Juliana Buch has started on Sandy while still drawing another of Tammy’s popular serials, “Plain as Pearl”. This could be a sign that Pearl is beginning to reach the end. Pearl Kent has taken a job as a model to raise the money to send her sick mother on holiday. However she has to keep it secret from her foster family or the daughter Claire will be jealous and start spitefully interfering. Now this makes a change, having the protagonist actually anticipating a thing like this instead of the usual format of the antagonist causing trouble for the protagonist behind her back. The episode opens with Pearl having a close call with Claire, but now there’s another problem – Mum has had such a serious relapse and is so unresponsive to treatment that she may never be fit enough for the holiday.

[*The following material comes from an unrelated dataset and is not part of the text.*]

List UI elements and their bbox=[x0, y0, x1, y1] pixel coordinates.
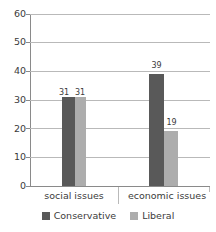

3 thoughts on “Tammy & Misty 11 October 1980

  1. Wow, that “The Loneliest Girl in the World” story is a grim-sounding one! I have missed it in my Tammy reading – I’d heard it mentioned (as you say, it is stil discussed even now) but didn’t know much about it. Can we have a scan of it please (or a story post, even)?

  2. I wonder if Malcolm Shaw wrote The Loneliest Girl in the World? Come to think of it, Kirilion has a binary star system, just like the aliens planet in “The Human Zoo”, and we know now Malcolm Shaw wrote that story.